Thank you.
My name is Matthew Behrens. I represent the group Women Who Choose to Live, which works with women who are criminalized and punished for trying to survive male violence. I've worked on extradition cases for over 20 years, largely with the families and those who have been victimized by a process that is fundamentally flawed and violates the Charter of Rights and Freedoms on many levels.
Today I'm very honoured to be here with Rania. We're here to talk about the human face of extradition and the consequences of this fundamentally flawed Extradition Act.
This act has been used as a bludgeon to batter abused women, as in the cases of M.M. and K.T. It has led to the potential for and actual torture of Canadian citizens, as in the Boily case. Mr. Boily was recently awarded $500,000 for the minister's complicity in his torture in an extradition to Mexico case. It's also been a back door to forcibly remove people who are in need of protection to states where they had fled from persecution.
I'm happy to address broader issues related to the case, but I'd specifically like to tell you the story of one of the most significant extradition cases in the last 20 years.
This is Michele Messina. She can't be here today because she took her life at the age of 58 in a Quebec prison in November 2019 after having spent nine years fighting extradition. Michele is not here because she lost her life in that prison. She took her life because she was so afraid of being extradited back to Georgia, where she knew she would not get a fair trial for the charges of rescuing her children from clear signs of abuse from a very abusive man.
In 2010 she rescued her three dual-citizen children from Georgia and brought them here for safety. All the children are now adults. Over a decade ago they were sleeping in an abandoned garage to escape their father's abuse. Now they've been orphaned, because Canada chose to decide that it would criminalize Michele in the same way the State of Georgia had as well.
Her initial extradition was quashed in the Superior Court of Quebec. On appeal, it was reinstated. Then we went up to the Supreme Court, where Michele lost in a 4:3 decision, which the dissenting judges actually said was Kafkaesque.
We initiated a campaign for reconsideration. There was a new government in 2015. Jody Wilson-Raybould actually brought in a reconsideration, but after seven months, she signed what turned out to be the death writ for Michele. The minister's reasons were infused with a complete lack of knowledge about the consequences and dynamics of violence against women. She asked questions in these reasons, such as, “Why didn't Michele report to the police?” How many times have survivors been asked that ridiculous question?
In the end, Wilson-Raybould said that, far from saving these children, what had happened was she had taken away the abusive father's rights to visit them. That was the conclusion of the justice minister. That tells us where the real fault lines are with respect to gender-based violence and the Extradition Act.
Justice Rosalie Abella wrote the dissenting opinion in that Supreme Court decision. She pointed out that “the defence of rescuing children to protect them from imminent harm does not exist in Georgia, the mother will not be able to raise the defence she would have been able to raise had she been prosecuted in Canada.”
This contradiction violates a cornerstone of extradition law, the double criminality requirement that the Supreme Court acknowledges is a process that ensures that Canada is “not embarrassed by an obligation to extradite a person who would not, according to its own standards, be guilty of acts deserving punishment.”
I think part of the problem we're facing here is that we are dealing with government departments, and especially the so-called international assistance group, which works on the extradition cases at the Department of Justice, that have failed to enter the 21st century when it comes to gender-based analysis. They were mandated to do so in 2010. In 2021 the supplementary mandate letters to the minister specifically spoke about something called “gender-based analysis plus”. Gender-based analysis plus would involve “critical consideration of the historical, social, and political contexts and the systems of power, privilege, discrimination and oppression that create inequities as well as applying a meaningful approach to address them.”
If that had been meaningfully applied in Michele's case, she might be here today to testify about extradition instead of being in a grave that her children can only visit.
It's critical, I think, when we're looking at extradition that we recognize what gender-based analysis plus is about because, as you're probably familiar with, there's that wonderful quote from Anatole France, where he said, “The law, in its majestic equality, forbids the rich as well as the poor to sleep under bridges, to beg in the streets, and to steal bread.”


— YOUR INSTRUCTIONS —
From the entries provided below, copy each line that contains the word "vertex".

— PROVIDED DATA —
=== Section Start ===
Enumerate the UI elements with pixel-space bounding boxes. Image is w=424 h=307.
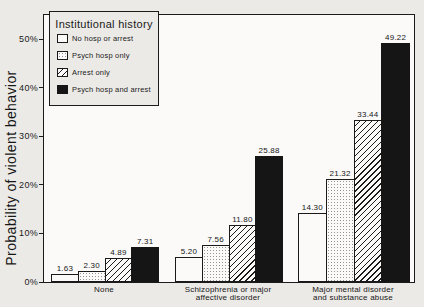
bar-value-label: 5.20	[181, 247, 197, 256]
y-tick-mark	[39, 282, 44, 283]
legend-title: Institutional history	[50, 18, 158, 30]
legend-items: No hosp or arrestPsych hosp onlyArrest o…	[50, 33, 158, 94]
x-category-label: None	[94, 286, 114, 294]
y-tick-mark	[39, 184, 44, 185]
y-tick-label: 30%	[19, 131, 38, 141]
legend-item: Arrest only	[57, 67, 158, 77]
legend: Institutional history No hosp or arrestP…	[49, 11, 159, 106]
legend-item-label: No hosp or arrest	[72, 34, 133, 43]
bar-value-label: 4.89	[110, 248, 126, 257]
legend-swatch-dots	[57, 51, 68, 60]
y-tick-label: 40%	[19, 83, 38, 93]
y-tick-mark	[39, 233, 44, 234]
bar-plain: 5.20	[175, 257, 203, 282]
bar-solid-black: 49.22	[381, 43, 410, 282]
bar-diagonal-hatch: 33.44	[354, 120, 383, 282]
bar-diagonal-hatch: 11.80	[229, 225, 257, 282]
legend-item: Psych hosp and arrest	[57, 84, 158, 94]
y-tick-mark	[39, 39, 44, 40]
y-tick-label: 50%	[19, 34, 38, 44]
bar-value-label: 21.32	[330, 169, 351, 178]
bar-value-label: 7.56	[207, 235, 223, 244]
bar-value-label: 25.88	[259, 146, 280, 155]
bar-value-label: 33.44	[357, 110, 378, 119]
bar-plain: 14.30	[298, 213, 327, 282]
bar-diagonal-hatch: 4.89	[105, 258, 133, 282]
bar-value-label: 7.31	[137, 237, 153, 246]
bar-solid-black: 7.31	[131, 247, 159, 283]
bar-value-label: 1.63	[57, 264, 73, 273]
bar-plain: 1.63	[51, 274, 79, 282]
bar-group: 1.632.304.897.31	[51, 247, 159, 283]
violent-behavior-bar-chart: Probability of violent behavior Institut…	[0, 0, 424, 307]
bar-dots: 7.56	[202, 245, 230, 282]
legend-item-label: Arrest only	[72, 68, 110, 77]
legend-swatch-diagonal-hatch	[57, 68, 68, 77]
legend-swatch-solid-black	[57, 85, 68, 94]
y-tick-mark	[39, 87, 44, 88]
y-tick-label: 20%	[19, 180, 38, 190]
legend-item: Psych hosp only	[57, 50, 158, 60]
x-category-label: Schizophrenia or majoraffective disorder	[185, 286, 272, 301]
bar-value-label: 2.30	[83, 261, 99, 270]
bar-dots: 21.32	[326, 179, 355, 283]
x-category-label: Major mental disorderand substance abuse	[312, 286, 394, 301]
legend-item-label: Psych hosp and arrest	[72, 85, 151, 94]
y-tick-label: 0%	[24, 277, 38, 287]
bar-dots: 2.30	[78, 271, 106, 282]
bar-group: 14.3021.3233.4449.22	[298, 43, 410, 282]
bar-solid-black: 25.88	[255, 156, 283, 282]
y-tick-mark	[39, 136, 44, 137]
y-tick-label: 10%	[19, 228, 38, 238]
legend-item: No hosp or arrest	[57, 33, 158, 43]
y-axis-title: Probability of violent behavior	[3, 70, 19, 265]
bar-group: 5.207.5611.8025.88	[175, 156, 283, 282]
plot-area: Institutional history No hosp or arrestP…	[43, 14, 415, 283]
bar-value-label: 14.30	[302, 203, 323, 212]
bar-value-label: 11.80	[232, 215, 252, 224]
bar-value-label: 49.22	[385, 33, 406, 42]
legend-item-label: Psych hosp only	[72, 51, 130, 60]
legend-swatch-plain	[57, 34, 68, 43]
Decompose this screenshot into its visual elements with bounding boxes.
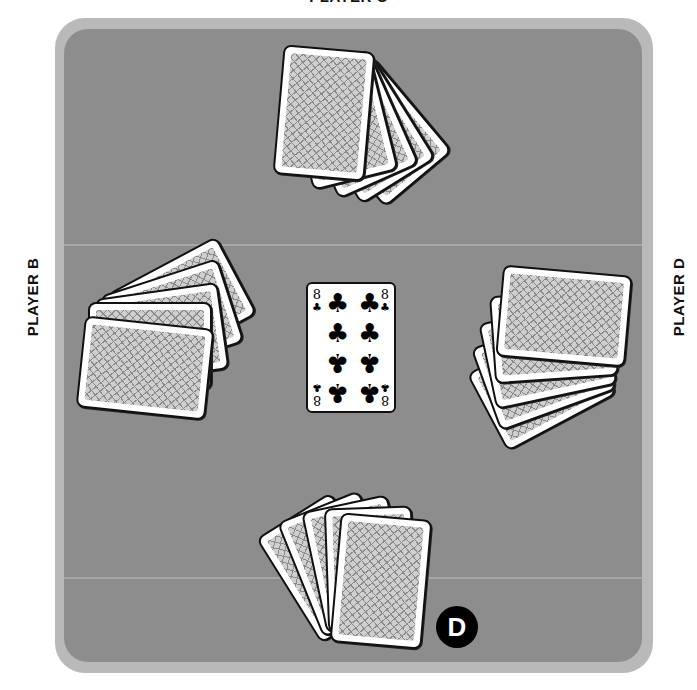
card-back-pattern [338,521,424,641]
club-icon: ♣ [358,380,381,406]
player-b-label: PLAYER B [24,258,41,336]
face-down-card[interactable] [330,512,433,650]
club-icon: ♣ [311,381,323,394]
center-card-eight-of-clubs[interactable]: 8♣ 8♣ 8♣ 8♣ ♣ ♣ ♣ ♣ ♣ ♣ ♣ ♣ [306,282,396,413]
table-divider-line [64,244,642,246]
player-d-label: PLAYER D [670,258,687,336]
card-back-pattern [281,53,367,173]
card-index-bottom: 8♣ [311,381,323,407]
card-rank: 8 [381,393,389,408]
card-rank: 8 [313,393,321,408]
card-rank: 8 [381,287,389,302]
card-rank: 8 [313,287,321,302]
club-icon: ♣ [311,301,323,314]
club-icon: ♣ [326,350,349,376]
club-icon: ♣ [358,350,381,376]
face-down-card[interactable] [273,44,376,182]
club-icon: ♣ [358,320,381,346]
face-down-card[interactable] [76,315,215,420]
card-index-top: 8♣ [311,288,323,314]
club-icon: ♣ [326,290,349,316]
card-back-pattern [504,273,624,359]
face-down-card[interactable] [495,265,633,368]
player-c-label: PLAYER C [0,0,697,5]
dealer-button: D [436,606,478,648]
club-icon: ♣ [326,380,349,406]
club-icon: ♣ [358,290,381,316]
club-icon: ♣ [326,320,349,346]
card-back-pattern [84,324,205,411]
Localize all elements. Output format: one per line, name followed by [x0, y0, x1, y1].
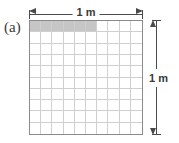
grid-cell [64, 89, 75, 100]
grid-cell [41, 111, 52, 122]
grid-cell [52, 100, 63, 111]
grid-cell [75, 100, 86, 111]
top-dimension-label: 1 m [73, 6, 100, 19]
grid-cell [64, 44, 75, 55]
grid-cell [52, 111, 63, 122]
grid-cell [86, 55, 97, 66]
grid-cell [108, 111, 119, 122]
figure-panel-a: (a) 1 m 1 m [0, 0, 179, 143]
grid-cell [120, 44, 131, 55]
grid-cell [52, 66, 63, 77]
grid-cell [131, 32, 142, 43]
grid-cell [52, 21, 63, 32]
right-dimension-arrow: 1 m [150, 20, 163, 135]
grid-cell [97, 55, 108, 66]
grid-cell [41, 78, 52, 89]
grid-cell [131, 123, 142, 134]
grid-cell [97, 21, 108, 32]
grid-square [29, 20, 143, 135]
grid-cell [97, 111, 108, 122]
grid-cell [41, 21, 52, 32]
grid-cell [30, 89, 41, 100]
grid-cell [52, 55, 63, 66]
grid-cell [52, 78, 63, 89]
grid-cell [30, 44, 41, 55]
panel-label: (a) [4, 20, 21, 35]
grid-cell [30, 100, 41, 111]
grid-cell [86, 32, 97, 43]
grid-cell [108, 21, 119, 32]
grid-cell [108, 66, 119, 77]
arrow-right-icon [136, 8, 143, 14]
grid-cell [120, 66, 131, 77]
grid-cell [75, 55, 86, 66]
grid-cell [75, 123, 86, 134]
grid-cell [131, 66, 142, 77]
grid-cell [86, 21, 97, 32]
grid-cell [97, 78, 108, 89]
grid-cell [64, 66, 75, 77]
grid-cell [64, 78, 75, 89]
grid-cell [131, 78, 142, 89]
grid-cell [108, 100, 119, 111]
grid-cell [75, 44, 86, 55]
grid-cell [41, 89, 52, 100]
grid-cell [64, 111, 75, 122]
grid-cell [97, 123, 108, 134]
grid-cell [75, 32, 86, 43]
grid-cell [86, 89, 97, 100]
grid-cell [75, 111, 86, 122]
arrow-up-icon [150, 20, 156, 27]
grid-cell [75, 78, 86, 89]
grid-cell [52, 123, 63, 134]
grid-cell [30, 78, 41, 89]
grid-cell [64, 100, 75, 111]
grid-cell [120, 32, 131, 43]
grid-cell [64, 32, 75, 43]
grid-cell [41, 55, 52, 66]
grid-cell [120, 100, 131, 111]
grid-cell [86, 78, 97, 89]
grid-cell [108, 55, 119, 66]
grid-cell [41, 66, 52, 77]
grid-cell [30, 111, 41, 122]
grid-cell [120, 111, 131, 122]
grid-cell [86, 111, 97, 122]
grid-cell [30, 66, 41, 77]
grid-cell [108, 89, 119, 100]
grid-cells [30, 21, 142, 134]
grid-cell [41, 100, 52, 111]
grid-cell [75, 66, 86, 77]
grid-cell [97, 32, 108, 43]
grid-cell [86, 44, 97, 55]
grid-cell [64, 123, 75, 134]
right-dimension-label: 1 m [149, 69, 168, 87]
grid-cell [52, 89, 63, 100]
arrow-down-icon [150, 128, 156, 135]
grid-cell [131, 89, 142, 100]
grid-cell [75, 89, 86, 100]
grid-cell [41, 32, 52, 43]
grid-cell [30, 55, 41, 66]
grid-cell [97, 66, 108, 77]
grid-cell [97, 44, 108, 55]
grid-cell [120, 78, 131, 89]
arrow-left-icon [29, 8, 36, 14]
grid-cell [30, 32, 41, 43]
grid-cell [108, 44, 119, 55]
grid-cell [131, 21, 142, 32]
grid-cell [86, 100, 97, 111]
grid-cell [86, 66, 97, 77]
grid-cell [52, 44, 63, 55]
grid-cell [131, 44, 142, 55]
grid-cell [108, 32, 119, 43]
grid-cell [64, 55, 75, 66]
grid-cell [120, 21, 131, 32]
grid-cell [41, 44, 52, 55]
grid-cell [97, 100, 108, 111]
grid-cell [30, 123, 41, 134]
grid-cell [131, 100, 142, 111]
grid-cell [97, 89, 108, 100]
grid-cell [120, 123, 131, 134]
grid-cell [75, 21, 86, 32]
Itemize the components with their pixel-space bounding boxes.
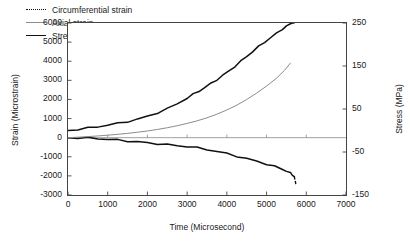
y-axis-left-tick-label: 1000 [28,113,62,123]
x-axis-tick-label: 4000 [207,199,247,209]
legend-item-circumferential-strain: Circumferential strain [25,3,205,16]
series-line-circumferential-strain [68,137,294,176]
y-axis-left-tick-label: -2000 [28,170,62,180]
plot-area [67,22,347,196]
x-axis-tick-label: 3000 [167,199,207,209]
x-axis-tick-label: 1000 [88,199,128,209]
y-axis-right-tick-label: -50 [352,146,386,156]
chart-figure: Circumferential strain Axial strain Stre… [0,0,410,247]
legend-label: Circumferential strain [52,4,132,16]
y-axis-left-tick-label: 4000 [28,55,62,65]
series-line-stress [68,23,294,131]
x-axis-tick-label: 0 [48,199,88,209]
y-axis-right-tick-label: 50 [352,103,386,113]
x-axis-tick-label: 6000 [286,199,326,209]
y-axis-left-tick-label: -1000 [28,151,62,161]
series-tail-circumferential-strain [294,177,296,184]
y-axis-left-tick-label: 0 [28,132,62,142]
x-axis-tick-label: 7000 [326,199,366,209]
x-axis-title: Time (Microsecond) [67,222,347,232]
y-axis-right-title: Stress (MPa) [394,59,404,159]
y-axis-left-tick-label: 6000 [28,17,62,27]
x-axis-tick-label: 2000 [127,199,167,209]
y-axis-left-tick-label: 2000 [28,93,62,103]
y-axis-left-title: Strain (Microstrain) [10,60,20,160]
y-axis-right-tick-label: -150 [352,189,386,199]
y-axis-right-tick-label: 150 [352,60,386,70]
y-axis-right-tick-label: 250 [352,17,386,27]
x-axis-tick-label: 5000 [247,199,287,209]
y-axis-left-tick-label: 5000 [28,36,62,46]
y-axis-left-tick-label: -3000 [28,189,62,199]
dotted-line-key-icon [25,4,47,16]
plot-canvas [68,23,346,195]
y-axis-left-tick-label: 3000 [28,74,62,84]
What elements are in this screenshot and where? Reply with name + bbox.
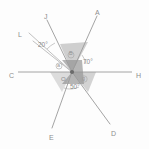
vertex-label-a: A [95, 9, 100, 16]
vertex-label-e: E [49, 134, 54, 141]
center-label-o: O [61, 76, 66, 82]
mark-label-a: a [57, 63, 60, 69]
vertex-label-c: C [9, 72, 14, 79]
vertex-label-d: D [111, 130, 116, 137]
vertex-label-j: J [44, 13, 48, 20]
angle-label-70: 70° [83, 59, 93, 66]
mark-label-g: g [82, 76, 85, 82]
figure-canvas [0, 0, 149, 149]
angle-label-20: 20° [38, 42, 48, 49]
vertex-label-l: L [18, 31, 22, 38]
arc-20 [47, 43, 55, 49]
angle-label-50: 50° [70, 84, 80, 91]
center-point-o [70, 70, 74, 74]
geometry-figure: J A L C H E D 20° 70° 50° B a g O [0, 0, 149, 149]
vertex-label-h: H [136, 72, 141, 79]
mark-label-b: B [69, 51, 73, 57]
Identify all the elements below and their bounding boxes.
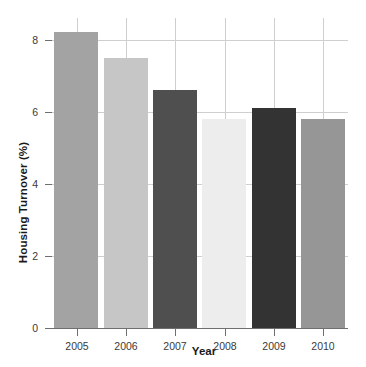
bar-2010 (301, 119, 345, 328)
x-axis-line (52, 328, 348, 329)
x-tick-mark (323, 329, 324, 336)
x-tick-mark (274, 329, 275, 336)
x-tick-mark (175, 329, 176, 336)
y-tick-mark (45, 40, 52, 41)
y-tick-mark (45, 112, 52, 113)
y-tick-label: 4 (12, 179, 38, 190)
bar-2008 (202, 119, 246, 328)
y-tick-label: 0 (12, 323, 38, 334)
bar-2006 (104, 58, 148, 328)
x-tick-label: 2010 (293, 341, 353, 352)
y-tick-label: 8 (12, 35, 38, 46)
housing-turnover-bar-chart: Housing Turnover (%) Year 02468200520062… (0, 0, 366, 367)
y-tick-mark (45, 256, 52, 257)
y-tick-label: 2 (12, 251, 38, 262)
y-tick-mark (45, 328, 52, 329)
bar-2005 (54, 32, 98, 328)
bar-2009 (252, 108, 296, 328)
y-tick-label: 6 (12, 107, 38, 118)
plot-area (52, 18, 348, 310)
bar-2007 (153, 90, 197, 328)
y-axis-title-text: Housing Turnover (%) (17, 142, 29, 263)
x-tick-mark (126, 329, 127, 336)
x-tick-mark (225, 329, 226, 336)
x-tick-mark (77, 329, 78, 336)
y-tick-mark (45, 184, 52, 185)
=== Section End ===
— RESULT BELOW —
vertex-label-a: A [95, 9, 100, 16]
vertex-label-e: E [49, 134, 54, 141]
vertex-label-c: C [9, 72, 14, 79]
vertex-label-d: D [111, 130, 116, 137]
vertex-label-j: J [44, 13, 48, 20]
vertex-label-l: L [18, 31, 22, 38]
vertex-label-h: H [136, 72, 141, 79]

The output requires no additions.